"Hush! keep quiet!" she said in a low voice, "she's coming! she's coming! She's here. I've told her. Hush! She's desperately frightened. Don't be cruel to her, son!"
She went out again, leaving the door open. The wind seized it, pushing it to and fro as if romping with it. Anania waited; pale, unable to think. Each time the door opened the sun and the wind rushed into the kitchen, illuminating, shaking everything in it. Then the door closed and everything became as before. For several minutes Anania unconsciously followed the play of the sun and the wind: then he became irritated, and stepped over to slam the door; his countenance dark with nervousness and anger. Thus he appeared at the moment when the unhappy mother reached the threshold,—trembling, timid, ragged as a beggar. He looked at her; she looked at him; fear and diffidence in the eyes of each. Neither thought of extending a hand nor of uttering a greeting. A whole world of suffering and of sin lay between them and divided them inexorably.
Anania held the door open, leaning against it; the wind and the sun flooded his figure. His eyes followed the miserable Olì as Aunt Grathia pushed her towards the hearth.
Yes, it was she; the pale emaciated apparition half seen at the black window of the Cantoniera; in her grey visage the great light eyes, wan with fear and weakness, seemed the eyes of a sick and homeless cat. When she was seated, the widow fancied it a happy thought to leave her two guests alone. She went out, but Anania followed her angrily.
"Where are you going?" he cried, "come back, or I'll go away myself."
Olì heard the threat, for when Anania and the widow returned to the kitchen, she was standing by the door and weeping, as if about herself to slink away. Blind with grief and shame, the young man threw himself towards her, seized her arm, pushed her against the wall, then shut and locked the door.
"No!" he cried, while the woman crouched on the ground, curling herself up like a hedgehog, and weeping convulsively: "you shan't go away any more. You are not to stir another step without my consent. You are to stay here. Cry as much as you like, but from this you shan't move. Your gay doings are all over."
Olì wept louder, shaken by spasms of trembling. Through her sobs sounded frantic derision of her son's last words. He felt it, and remorse for his brutality increased his fury.
Her tears irritated instead of moving him. All the instincts of primitive man, jealous, ferocious, barbarous, vibrated in his quivering nerves. He knew it, but was unable to control himself.
Aunt Grathia looked at him, alarmed herself, and wondering whether Olì's terror had not good reason. She shook her head, threatened with her hands, became agitated, was prepared for anything except the avoidance of a violent scene. She knew not what to say; her tongue refused to speak. Ah! he was possessed by a devil, that well-dressed handsome lad! he was more terrible than an Orgolese herdsman with his cudgel more terrible than the brigands she had known in the mountains! How different the meeting she had anticipated!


Search the listing below for the word "rule" and copy each line that holds it.

····················

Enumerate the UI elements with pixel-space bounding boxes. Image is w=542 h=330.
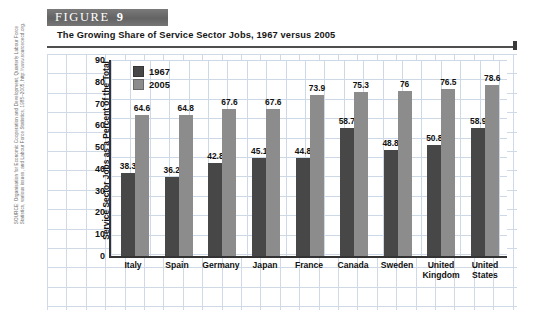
source-note: SOURCE: Organisation for Economic Cooper… <box>14 12 26 224</box>
bar-group-sweden: 48.876 <box>376 60 420 256</box>
bar-value-label: 58.9 <box>470 116 486 126</box>
bar-group-canada: 58.775.3 <box>332 60 376 256</box>
bar-united-states-2005[interactable]: 78.6 <box>485 85 499 256</box>
bar-canada-2005[interactable]: 75.3 <box>354 92 368 256</box>
bar-value-label: 64.6 <box>134 103 150 113</box>
legend-item-1967[interactable]: 1967 <box>133 66 170 77</box>
bar-value-label: 76 <box>400 79 409 89</box>
bar-value-label: 75.3 <box>353 80 369 90</box>
bar-value-label: 76.5 <box>440 77 456 87</box>
bar-groups: 38.364.636.264.842.867.645.167.644.873.9… <box>113 60 507 256</box>
bar-value-label: 45.1 <box>251 146 267 156</box>
x-axis-label-canada: Canada <box>331 260 375 281</box>
bar-value-label: 36.2 <box>164 165 180 175</box>
bar-value-label: 73.9 <box>309 83 325 93</box>
bar-canada-1967[interactable]: 58.7 <box>340 128 354 256</box>
x-axis-label-spain: Spain <box>155 260 199 281</box>
x-axis-label-italy: Italy <box>111 260 155 281</box>
y-axis-tick-60: 60 <box>81 120 105 130</box>
bar-germany-1967[interactable]: 42.8 <box>208 163 222 256</box>
x-axis-label-united-kingdom: United Kingdom <box>419 260 463 281</box>
legend: 19672005 <box>133 66 170 92</box>
y-axis-tick-0: 0 <box>81 251 105 261</box>
bar-value-label: 67.6 <box>221 97 237 107</box>
y-axis-tick-30: 30 <box>81 186 105 196</box>
bar-italy-1967[interactable]: 38.3 <box>121 173 135 256</box>
chart: Service Sector Jobs as a Percent of the … <box>47 54 517 310</box>
figure-caption: The Growing Share of Service Sector Jobs… <box>57 30 507 40</box>
bar-united-kingdom-1967[interactable]: 50.8 <box>427 145 441 256</box>
x-axis-label-united-states: United States <box>463 260 507 281</box>
bar-value-label: 78.6 <box>484 73 500 83</box>
bar-value-label: 67.6 <box>265 97 281 107</box>
x-axis-label-sweden: Sweden <box>375 260 419 281</box>
y-axis-tick-90: 90 <box>81 55 105 65</box>
bar-group-united-kingdom: 50.876.5 <box>419 60 463 256</box>
bar-group-germany: 42.867.6 <box>201 60 245 256</box>
figure-page: SOURCE: Organisation for Economic Cooper… <box>0 0 542 330</box>
y-axis-tick-40: 40 <box>81 164 105 174</box>
y-axis-tick-50: 50 <box>81 142 105 152</box>
x-axis-category-labels: ItalySpainGermanyJapanFranceCanadaSweden… <box>111 260 507 281</box>
y-axis-tick-20: 20 <box>81 207 105 217</box>
y-axis-tick-labels: 9080706050403020100 <box>81 60 105 256</box>
figure-number: 9 <box>117 10 123 25</box>
bar-france-2005[interactable]: 73.9 <box>310 95 324 256</box>
plot-area: 19672005 38.364.636.264.842.867.645.167.… <box>109 60 507 258</box>
bar-value-label: 58.7 <box>339 116 355 126</box>
legend-swatch-1967 <box>133 66 144 77</box>
bar-value-label: 44.8 <box>295 146 311 156</box>
caption-rule <box>47 46 517 48</box>
x-axis-label-germany: Germany <box>199 260 243 281</box>
bar-value-label: 42.8 <box>207 151 223 161</box>
bar-group-united-states: 58.978.6 <box>463 60 507 256</box>
legend-swatch-2005 <box>133 79 144 90</box>
legend-label-1967: 1967 <box>149 66 170 77</box>
x-axis-label-japan: Japan <box>243 260 287 281</box>
legend-label-2005: 2005 <box>149 79 170 90</box>
bar-group-japan: 45.167.6 <box>244 60 288 256</box>
bar-spain-2005[interactable]: 64.8 <box>179 115 193 256</box>
y-axis-tick-10: 10 <box>81 229 105 239</box>
bar-france-1967[interactable]: 44.8 <box>296 158 310 256</box>
bar-sweden-1967[interactable]: 48.8 <box>384 150 398 256</box>
figure-label-word: FIGURE <box>55 10 110 25</box>
bar-united-states-1967[interactable]: 58.9 <box>471 128 485 256</box>
bar-japan-2005[interactable]: 67.6 <box>266 109 280 256</box>
bar-value-label: 64.8 <box>178 103 194 113</box>
legend-item-2005[interactable]: 2005 <box>133 79 170 90</box>
bar-value-label: 50.8 <box>426 133 442 143</box>
y-axis-tick-80: 80 <box>81 77 105 87</box>
bar-sweden-2005[interactable]: 76 <box>398 91 412 257</box>
bar-germany-2005[interactable]: 67.6 <box>222 109 236 256</box>
bar-united-kingdom-2005[interactable]: 76.5 <box>441 89 455 256</box>
bar-spain-1967[interactable]: 36.2 <box>165 177 179 256</box>
bar-group-france: 44.873.9 <box>288 60 332 256</box>
figure-banner: FIGURE 9 <box>47 9 168 26</box>
bar-japan-1967[interactable]: 45.1 <box>252 158 266 256</box>
y-axis-tick-70: 70 <box>81 99 105 109</box>
bar-value-label: 48.8 <box>382 138 398 148</box>
caption-rule-endcap <box>513 41 517 50</box>
x-axis-label-france: France <box>287 260 331 281</box>
bar-italy-2005[interactable]: 64.6 <box>135 115 149 256</box>
bar-value-label: 38.3 <box>120 161 136 171</box>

····················

#### Solution:
caption-rule <box>47 46 517 48</box>
caption-rule-endcap <box>513 41 517 50</box>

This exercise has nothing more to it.